Abstract

Many of us know Robin Boyd for a series of fascinating books, including India and the Latin Captivity of the Church (1974), Khristadvaita: a Theology for India (1977), introductions to individual Indian theologians, Appasamy, Parekh and Fakirbhai, but above all for the still indispensable Introduction to Indian Christian Theology (1969, enlarged edition 1975). All these were fruits of Boyd’s twenty years in Gujerat, India, where he worked as a missionary of the Irish Presbyterian Church from 1954 to 1974.
Now, forty years on and retired in Edinburgh, he has been given an opportunity by an Indian admirer, Siga Arles of the Centre for Contemporary Christianity in Bangalore, to paint a rich background to his Indian years. Beyond Captivity consists of 19 pieces ‘From an Indian Desk’ and a further 12 ‘Looking Back and Looking Forward’. The overall title, ‘Beyond Captivity’, signals his recognition of an Indian Christian theology that found its own distinctive ‘shape’. After a century of missionary beginnings, Boyd identifies from about 1890 to 1920 a Gujerati Christian ‘golden age’, including the poetry of Ratnagrahi, whose hymns, ‘full of deep theological meaning, [are] still on the lips of thousands’. For this and the subsequent period, Boyd’s explorations widened, both regionally and ecumenically, to cover the work of many of those who figure in his Edinburgh doctoral thesis of 1966, ‘The Place of Dogmatic Theology in the Indian Church’, and its more popular sequel, the well-known Introduction of 1969.
Two pieces from Boyd’s Indian desk are appreciations of his ‘beloved guru’ at Basel in 1953–54, Karl Barth. Barth had given him ‘an interesting commission …When you go to India, I want you to find out if all these big thick books I have written have any meaning there or not’. For Boyd himself, they plainly had decisive meaning, and provided a reliable compass for his explorations.
These explorations have continued beyond the issues touching on Boyd’s twenty years in India, and the final twelve pieces, while giving us some of his most moving reflection on Gujerati poetry, go on to acknowledge the importance of the emergence of Dalit theology and move out to deal with aspects of critical theory and urgent issues touching upon (inter alia) Christian and Islamic eschatologies and a theology of creation.
‘Theophrastus, at four score and ten, had but begun his Characters of Men’. Robin Boyd cannot be far off four score and ten, and, with his trusty compass, continues his explorations, setting us an inspiring example.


§ About this task
The records are to be repeated exactly, and any images in them are to be dropped.

[[ Record extracts, beginning ]]

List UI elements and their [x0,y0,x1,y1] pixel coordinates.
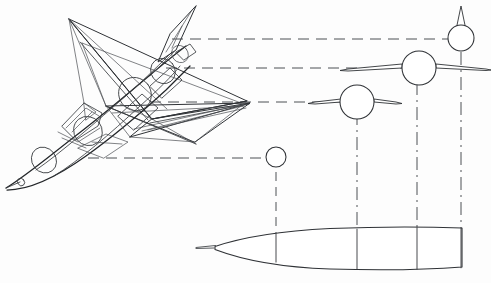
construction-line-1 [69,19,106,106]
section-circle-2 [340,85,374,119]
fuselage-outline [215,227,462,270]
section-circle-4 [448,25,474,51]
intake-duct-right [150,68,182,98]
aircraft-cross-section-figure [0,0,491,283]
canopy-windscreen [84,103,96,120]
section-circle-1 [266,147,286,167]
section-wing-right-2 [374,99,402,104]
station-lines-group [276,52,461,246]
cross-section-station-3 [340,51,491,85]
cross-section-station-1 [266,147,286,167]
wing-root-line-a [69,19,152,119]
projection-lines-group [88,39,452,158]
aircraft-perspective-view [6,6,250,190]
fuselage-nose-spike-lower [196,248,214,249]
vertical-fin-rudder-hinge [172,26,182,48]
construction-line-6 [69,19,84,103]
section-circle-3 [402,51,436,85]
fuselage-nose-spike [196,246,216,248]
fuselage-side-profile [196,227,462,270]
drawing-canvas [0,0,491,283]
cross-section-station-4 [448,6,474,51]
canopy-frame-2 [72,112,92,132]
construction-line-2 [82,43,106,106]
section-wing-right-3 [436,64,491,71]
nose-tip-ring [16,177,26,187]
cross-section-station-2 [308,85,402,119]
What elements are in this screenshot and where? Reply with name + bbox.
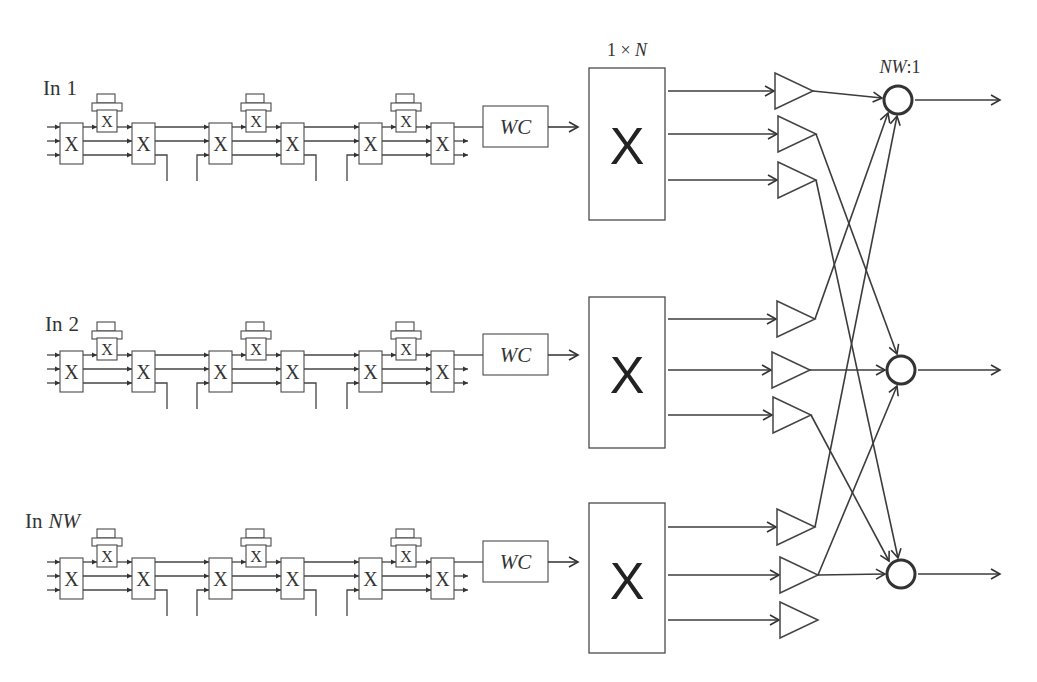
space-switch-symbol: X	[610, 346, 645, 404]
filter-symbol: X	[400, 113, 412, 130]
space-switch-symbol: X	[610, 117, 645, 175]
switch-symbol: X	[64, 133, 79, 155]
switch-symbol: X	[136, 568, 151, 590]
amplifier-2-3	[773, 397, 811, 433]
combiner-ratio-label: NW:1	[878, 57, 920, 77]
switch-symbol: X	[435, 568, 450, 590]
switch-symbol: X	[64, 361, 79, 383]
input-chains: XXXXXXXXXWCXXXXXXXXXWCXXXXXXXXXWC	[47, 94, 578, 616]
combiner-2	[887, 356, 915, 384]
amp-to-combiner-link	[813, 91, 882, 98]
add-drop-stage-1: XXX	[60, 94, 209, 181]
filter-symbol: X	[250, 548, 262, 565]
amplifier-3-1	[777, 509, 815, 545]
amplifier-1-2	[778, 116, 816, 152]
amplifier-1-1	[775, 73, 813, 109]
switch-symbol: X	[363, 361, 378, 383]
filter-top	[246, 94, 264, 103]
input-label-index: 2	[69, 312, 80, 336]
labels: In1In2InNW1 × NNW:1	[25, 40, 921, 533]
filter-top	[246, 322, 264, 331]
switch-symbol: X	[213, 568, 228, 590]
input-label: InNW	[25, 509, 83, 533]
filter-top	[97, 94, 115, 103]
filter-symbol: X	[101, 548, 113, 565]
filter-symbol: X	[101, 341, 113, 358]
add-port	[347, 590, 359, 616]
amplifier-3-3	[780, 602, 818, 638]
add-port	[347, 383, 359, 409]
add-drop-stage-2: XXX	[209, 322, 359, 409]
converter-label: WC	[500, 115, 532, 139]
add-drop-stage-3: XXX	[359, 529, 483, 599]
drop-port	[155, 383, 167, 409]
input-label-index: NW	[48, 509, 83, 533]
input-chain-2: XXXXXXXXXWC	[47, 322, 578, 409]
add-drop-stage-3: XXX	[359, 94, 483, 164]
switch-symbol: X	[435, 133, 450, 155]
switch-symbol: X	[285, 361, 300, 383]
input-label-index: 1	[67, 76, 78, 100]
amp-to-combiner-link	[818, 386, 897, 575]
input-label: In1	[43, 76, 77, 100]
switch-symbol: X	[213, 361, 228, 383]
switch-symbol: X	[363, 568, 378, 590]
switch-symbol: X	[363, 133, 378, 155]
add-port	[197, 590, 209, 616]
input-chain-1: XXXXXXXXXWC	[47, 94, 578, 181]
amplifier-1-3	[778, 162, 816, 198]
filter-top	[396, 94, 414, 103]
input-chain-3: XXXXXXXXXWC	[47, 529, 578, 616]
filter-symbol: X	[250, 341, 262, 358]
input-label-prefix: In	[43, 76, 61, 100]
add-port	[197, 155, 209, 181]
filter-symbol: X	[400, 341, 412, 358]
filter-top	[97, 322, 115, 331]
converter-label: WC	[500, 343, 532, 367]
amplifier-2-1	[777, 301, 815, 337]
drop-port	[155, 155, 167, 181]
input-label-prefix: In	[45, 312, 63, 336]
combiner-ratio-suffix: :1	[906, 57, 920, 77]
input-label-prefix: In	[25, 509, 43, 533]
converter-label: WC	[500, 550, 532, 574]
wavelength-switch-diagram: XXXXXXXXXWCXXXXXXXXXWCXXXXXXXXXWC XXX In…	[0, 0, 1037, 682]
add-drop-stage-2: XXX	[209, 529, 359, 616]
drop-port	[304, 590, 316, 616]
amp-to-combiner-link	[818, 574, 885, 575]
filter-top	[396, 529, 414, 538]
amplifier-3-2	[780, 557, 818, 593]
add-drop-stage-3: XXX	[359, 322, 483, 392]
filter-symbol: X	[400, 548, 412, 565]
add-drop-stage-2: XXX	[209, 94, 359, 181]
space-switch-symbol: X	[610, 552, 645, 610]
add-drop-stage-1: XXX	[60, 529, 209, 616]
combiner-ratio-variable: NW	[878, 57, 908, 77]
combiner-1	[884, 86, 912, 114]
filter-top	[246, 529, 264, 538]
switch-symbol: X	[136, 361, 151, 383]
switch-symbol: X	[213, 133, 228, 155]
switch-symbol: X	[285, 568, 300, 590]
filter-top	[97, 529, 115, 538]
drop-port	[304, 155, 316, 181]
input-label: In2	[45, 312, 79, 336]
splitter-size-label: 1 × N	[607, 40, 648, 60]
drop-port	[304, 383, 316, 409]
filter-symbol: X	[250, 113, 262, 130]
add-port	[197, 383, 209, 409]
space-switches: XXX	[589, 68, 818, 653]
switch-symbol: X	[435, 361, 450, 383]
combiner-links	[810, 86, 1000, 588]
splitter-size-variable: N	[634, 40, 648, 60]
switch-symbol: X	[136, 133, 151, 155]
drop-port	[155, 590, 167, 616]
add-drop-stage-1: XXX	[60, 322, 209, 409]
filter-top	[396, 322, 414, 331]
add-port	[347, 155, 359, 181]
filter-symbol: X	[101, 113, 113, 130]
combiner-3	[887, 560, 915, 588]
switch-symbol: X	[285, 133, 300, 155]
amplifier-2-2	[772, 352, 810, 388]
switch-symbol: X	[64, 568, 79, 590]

[[ Record extracts, end ]]

§ Answer space
List UI elements and their [x0,y0,x1,y1] pixel coordinates.
construction-line-1 [69,19,106,106]
section-circle-2 [340,85,374,119]
fuselage-outline [215,227,462,270]
section-circle-4 [448,25,474,51]
intake-duct-right [150,68,182,98]
aircraft-cross-section-figure [0,0,491,283]
canopy-windscreen [84,103,96,120]
section-circle-1 [266,147,286,167]
section-wing-right-2 [374,99,402,104]
station-lines-group [276,52,461,246]
cross-section-station-3 [340,51,491,85]
cross-section-station-1 [266,147,286,167]
wing-root-line-a [69,19,152,119]
projection-lines-group [88,39,452,158]
aircraft-perspective-view [6,6,250,190]
fuselage-nose-spike-lower [196,248,214,249]
vertical-fin-rudder-hinge [172,26,182,48]
construction-line-6 [69,19,84,103]
section-circle-3 [402,51,436,85]
fuselage-nose-spike [196,246,216,248]
fuselage-side-profile [196,227,462,270]
drawing-canvas [0,0,491,283]
cross-section-station-4 [448,6,474,51]
canopy-frame-2 [72,112,92,132]
construction-line-2 [82,43,106,106]
section-wing-right-3 [436,64,491,71]
nose-tip-ring [16,177,26,187]
cross-section-station-2 [308,85,402,119]
What elements are in this screenshot and where? Reply with name + bbox.
space-switch-symbol: X	[610, 346, 645, 404]
filter-symbol: X	[400, 113, 412, 130]
space-switch-symbol: X	[610, 117, 645, 175]
switch-symbol: X	[64, 133, 79, 155]
switch-symbol: X	[136, 568, 151, 590]
amplifier-2-3	[773, 397, 811, 433]
combiner-ratio-label: NW:1	[878, 57, 920, 77]
switch-symbol: X	[435, 568, 450, 590]
switch-symbol: X	[64, 361, 79, 383]
input-chains: XXXXXXXXXWCXXXXXXXXXWCXXXXXXXXXWC	[47, 94, 578, 616]
combiner-2	[887, 356, 915, 384]
amp-to-combiner-link	[813, 91, 882, 98]
add-drop-stage-1: XXX	[60, 94, 209, 181]
filter-symbol: X	[250, 548, 262, 565]
amplifier-3-1	[777, 509, 815, 545]
amplifier-1-2	[778, 116, 816, 152]
amplifier-1-1	[775, 73, 813, 109]
switch-symbol: X	[363, 361, 378, 383]
filter-top	[246, 94, 264, 103]
input-label-index: 2	[69, 312, 80, 336]
labels: In1In2InNW1 × NNW:1	[25, 40, 921, 533]
filter-top	[246, 322, 264, 331]
switch-symbol: X	[213, 568, 228, 590]
input-label: InNW	[25, 509, 83, 533]
filter-top	[97, 94, 115, 103]
filter-symbol: X	[101, 548, 113, 565]
filter-symbol: X	[101, 341, 113, 358]
add-port	[347, 590, 359, 616]
amplifier-3-3	[780, 602, 818, 638]
add-port	[347, 383, 359, 409]
add-drop-stage-2: XXX	[209, 322, 359, 409]
converter-label: WC	[500, 115, 532, 139]
add-drop-stage-3: XXX	[359, 529, 483, 599]
drop-port	[155, 383, 167, 409]
input-label-index: NW	[48, 509, 83, 533]
input-chain-2: XXXXXXXXXWC	[47, 322, 578, 409]
add-drop-stage-3: XXX	[359, 94, 483, 164]
switch-symbol: X	[435, 133, 450, 155]
switch-symbol: X	[285, 361, 300, 383]
input-label-index: 1	[67, 76, 78, 100]
amp-to-combiner-link	[818, 386, 897, 575]
input-label: In1	[43, 76, 77, 100]
switch-symbol: X	[213, 361, 228, 383]
switch-symbol: X	[363, 568, 378, 590]
switch-symbol: X	[363, 133, 378, 155]
add-port	[197, 590, 209, 616]
input-chain-1: XXXXXXXXXWC	[47, 94, 578, 181]
amplifier-1-3	[778, 162, 816, 198]
filter-top	[396, 94, 414, 103]
input-chain-3: XXXXXXXXXWC	[47, 529, 578, 616]
filter-symbol: X	[250, 341, 262, 358]
input-label-prefix: In	[43, 76, 61, 100]
add-port	[197, 155, 209, 181]
filter-symbol: X	[400, 341, 412, 358]
filter-top	[97, 322, 115, 331]
converter-label: WC	[500, 343, 532, 367]
amplifier-2-1	[777, 301, 815, 337]
drop-port	[155, 155, 167, 181]
input-label-prefix: In	[45, 312, 63, 336]
combiner-ratio-suffix: :1	[906, 57, 920, 77]
input-label-prefix: In	[25, 509, 43, 533]
converter-label: WC	[500, 550, 532, 574]
wavelength-switch-diagram: XXXXXXXXXWCXXXXXXXXXWCXXXXXXXXXWC XXX In…	[0, 0, 1037, 682]
add-drop-stage-2: XXX	[209, 529, 359, 616]
drop-port	[304, 590, 316, 616]
amp-to-combiner-link	[818, 574, 885, 575]
filter-top	[396, 529, 414, 538]
amplifier-3-2	[780, 557, 818, 593]
add-drop-stage-3: XXX	[359, 322, 483, 392]
filter-symbol: X	[400, 548, 412, 565]
add-drop-stage-2: XXX	[209, 94, 359, 181]
space-switch-symbol: X	[610, 552, 645, 610]
add-drop-stage-1: XXX	[60, 529, 209, 616]
combiner-ratio-variable: NW	[878, 57, 908, 77]
combiner-1	[884, 86, 912, 114]
filter-top	[246, 529, 264, 538]
switch-symbol: X	[136, 361, 151, 383]
switch-symbol: X	[213, 133, 228, 155]
switch-symbol: X	[285, 568, 300, 590]
filter-top	[97, 529, 115, 538]
drop-port	[304, 155, 316, 181]
input-label: In2	[45, 312, 79, 336]
splitter-size-label: 1 × N	[607, 40, 648, 60]
drop-port	[304, 383, 316, 409]
filter-symbol: X	[250, 113, 262, 130]
add-port	[197, 383, 209, 409]
space-switches: XXX	[589, 68, 818, 653]
switch-symbol: X	[435, 361, 450, 383]
combiner-links	[810, 86, 1000, 588]
splitter-size-variable: N	[634, 40, 648, 60]
switch-symbol: X	[136, 133, 151, 155]
drop-port	[155, 590, 167, 616]
add-drop-stage-1: XXX	[60, 322, 209, 409]
filter-top	[396, 322, 414, 331]
add-port	[347, 155, 359, 181]
filter-symbol: X	[101, 113, 113, 130]
combiner-3	[887, 560, 915, 588]
switch-symbol: X	[285, 133, 300, 155]
amplifier-2-2	[772, 352, 810, 388]
switch-symbol: X	[64, 568, 79, 590]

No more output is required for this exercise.